Critical thinking. We humanities professors love to talk about it and love to teach our students how to do it. We like to deconstruct things. In fact, there are many of us who would not know what to do in the classroom if we had to stop teaching our students how to be critical of everything that they encounter in life.
And what would a Christian humanities professor talk about on the way home from church if he or she were no longer allowed to be a critical thinker?
Critical thinking is a good thing. Americans need to do more of it. But it is not, according to Michael S. Roth in a recent piece in The Chronicle Review, the only thing. Anyone who is not a humanities professor, but loves one, will thoroughly enjoy this article.
Roth begins with a topic that has received a lot of attention on this blog: “the anti-vocational dimension of the humanities.”
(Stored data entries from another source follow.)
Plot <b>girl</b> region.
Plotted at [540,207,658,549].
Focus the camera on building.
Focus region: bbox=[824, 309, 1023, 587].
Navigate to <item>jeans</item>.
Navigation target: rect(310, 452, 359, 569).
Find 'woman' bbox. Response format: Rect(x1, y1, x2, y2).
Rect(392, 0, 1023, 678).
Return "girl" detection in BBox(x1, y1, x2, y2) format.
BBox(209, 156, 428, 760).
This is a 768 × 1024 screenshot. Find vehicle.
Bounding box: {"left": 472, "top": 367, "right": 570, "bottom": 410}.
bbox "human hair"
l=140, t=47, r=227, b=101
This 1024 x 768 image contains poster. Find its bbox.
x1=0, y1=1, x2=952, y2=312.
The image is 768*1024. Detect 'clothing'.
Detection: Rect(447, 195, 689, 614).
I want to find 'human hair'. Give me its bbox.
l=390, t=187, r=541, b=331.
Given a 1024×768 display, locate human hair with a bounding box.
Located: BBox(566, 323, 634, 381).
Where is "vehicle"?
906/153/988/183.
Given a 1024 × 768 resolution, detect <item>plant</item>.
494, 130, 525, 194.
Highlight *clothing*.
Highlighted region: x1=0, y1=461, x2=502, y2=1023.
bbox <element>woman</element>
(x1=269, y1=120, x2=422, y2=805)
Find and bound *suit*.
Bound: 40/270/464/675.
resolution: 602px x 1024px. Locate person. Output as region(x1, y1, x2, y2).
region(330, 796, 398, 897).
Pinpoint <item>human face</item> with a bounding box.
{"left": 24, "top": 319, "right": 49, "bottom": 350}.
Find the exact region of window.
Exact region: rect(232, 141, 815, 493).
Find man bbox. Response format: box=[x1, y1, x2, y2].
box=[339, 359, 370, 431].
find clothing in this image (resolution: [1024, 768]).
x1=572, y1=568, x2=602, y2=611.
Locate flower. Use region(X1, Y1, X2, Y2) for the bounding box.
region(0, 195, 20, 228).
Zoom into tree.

The persistence of this reputed uselessness is puzzling given the fact that an education in the humanities allows one to develop skills in reading, writing, reflection, and interpretation that are highly prized in our economy and culture. Sure, specific training in a discrete set of skills might prepare you for Day 1 of the worst job you’ll ever have (your first), but the humanities teach elements of mind and heart that you will draw upon for decades of innovative and focused work. But we do teach a set of skills, or an attitude, in the humanities that may have more to do with our antipractical reputation than the antivocational notion of freedom embedded in the liberal arts. This is the set of skills that usually goes under the rubric of critical thinking.
So critical thinking is part of the problem we have in justifying our existence in a higher education culture that, at perhaps more than any other time in American history, is stressing the applied majors and specific training.
Roth offers a nice definition of critical thinking as it plays out in the academy:
A common way to show that one has sharpened one’s critical thinking is to display an ability to see through or undermine statements made by (or beliefs held by) others. Thus, our best students are really good at one aspect of critical thinking—being critical. For many students today, being smart means being critical. To be able to show that Hegel’s concept of narrative foreclosed the non-European, or that Butler’s stance on vulnerability contradicts her conception of performativity, or that a tenured professor has failed to account for his own “privilege”—these are marks of sophistication, signs of one’s ability to participate fully in the academic tribe. But this participation, being entirely negative, is not only seriously unsatisfying; it is ultimately counterproductive.
But is this all there is?
The skill at unmasking error, or simple intellectual one-upmanship, is not completely without value, but we should be wary of creating a class of self-satisfied debunkers or, to use a currently fashionable word on campuses, people who like to “trouble” ideas. In overdeveloping the capacity to show how texts, institutions, or people fail to accomplish what they set out to do, we may be depriving students of the capacity to learn as much as possible from what they study. In a humanities culture in which being smart often means being a critical unmasker, our students may become too good at showing how things don’t make sense. That very skill may diminish their capacity to find or create meaning and direction in the books they read and the world in which they live. Once outside the university, our students continue to score points by displaying the critical prowess for which they were rewarded in school. They wind up contributing to a cultural climate that has little tolerance for finding or making meaning, whose intellectuals and cultural commentators delight in being able to show that somebody else is not to be believed.
Instead of critical thinking, perhaps the focus of a humanities education should be about developing empathy for those voices that are unfamiliar to our students.
As humanities teachers, however, we must find ways for our students to open themselves to the emotional and cognitive power of history and literature that might initially rub them the wrong way, or just seem foreign. Critical thinking is sterile without the capacity for empathy and comprehension that stretches the self.
One of the crucial tasks of the humanities should be to help students cultivate the willingness and ability to learn from material they might otherwise reject or ignore. This material will often surprise students and sometimes upset them. Students seem to have learned that teaching-evaluation committees take seriously the criticism that “the professor, or the material, made me uncomfortable.” This complaint is so toxic because being made uncomfortable may be a necessary component of an education in the humanities. Creating a humanistic culture that values the desire to learn from unexpected and uncomfortable sources as much as it values the critical faculties would be an important contribution to our academic and civic life.
Here at “The Way of Improvement Leads Home” we have been talking about these things, in the context of historical thinking, for a some time now. But it is always great to hear it again from a different voice.